Made of stained ash, this work provides a fine example of the graceful, curving forms Castle achieves with a technique in which he carves into stacked and laminated wood.

“Iris” is elevated on a pedestal, sending the message that, within the exhibition, its status as sculpture overshadows its function as furniture. This message is conveyed throughout the show, although Castle thinks it’s fine if buyers of his chairs choose to use them.

“Naiad,” a stained mahogany chair also on a pedestal, evokes imaginary and actual creatures. The title calls to mind the water nymphs of Greek mythology, but the dramatic diagonal striations in the elliptical base are reminiscent of the grooves in the shells of freshwater mussels.

Although this exhibit features a profusion of chairs made of wood, stainless steel and polychromed fiberglass, there are a few other peculiar pieces here as well.

“Willy Willy” is a bizarre mahogany chest with only one drawer. The title and the formal elements call to mind Australian dust devils. Three conical legs converge at the bottom of a rounded yet indistinct body pocked by a whirlwind of tool markings.

Castle has said of making tables that, below the requisite flat top, an artist is free to do anything. In his Peruvian walnut table, “Got Away,” he explored this idea to a fanciful finish. The work looks like the hull of a ship precariously balanced on legs resembling truncated roots.

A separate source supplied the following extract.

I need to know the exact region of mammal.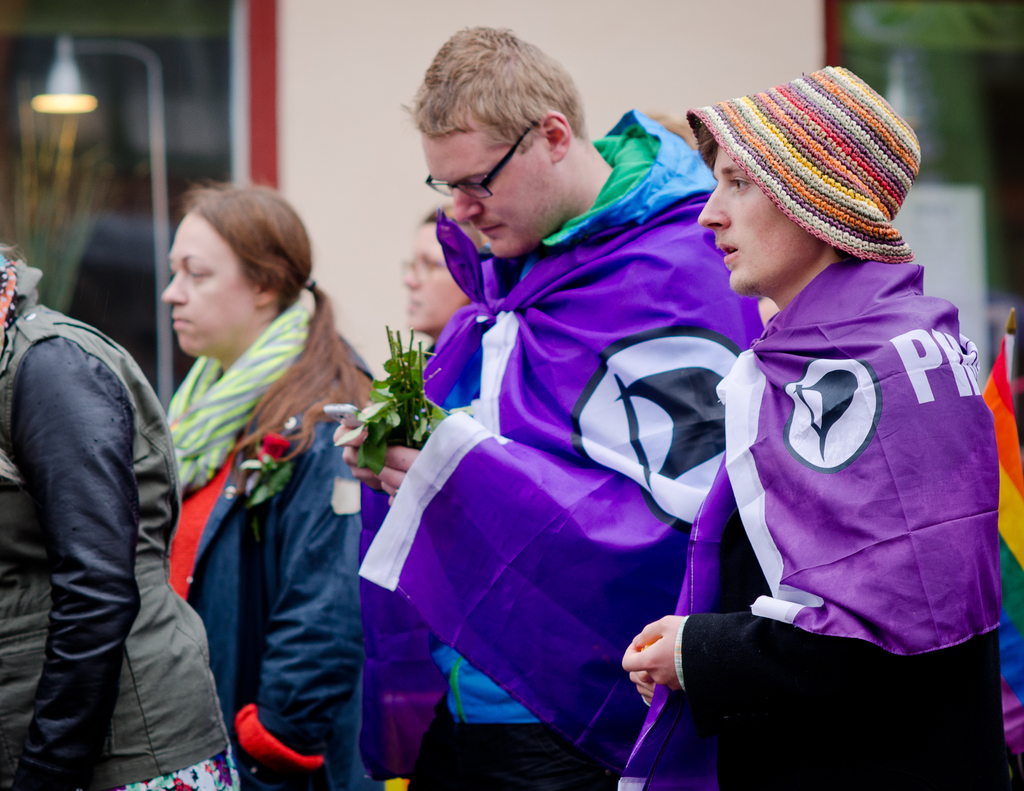
Region: bbox(335, 26, 761, 790).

Castle also has expressed his wish to baffle people with the eccentricity of his furniture. He has achieved this perhaps most successfully with his clocks. One such clock made more than a decade ago consisted of a bell shape that was driven by an internal mechanism to roll around in circles on the floor. It’s not part of this display, but his “Topeka Clock” is.

The second in an edition of eight polychromed fiberglass clocks, “Topeka Clock” more clearly carries out the function of telling time but is nevertheless strange and vaguely sexual. A tall, slightly curved column with a tapered top appears to lean against a white, oversize doughnut. Numbers are placed around the rotating top of the column.

In the April 2008 issue of Art + Auction magazine, Castle said that he wants his furniture to be appreciated like art. The pieces in this show give viewers plenty of reasons to do just that.

 

Belger Arts Center Statement.

The Belger Arts Center is located at 2100 Walnut Street (one block east of Main) in the Belger Cartage Service building. The gallery is open Wednesday through Friday from 10 am – 4 pm, Saturday from noon – 4 pm, non-holiday First Fridays from 10 am – 9 pm, and by appointment.

The office for the Belger Arts Center is open Monday through Friday from 8 am – 4:30 pm. For more information please visit www.belgerartscenter.org or contact Gallery Assistant Mo Dickens at (816) 474-3250 or Email at mdickens@belgerartscenter.org

Since March of 2000 the Belger Arts Center has hosted more than 40 exhibitions featuring a variety of media including fiber, ceramics, painting, sculpture, digital projections, and innovative design. More than 60,000 visitors from six continents have attended exhibits and other events at the Belger Arts Center.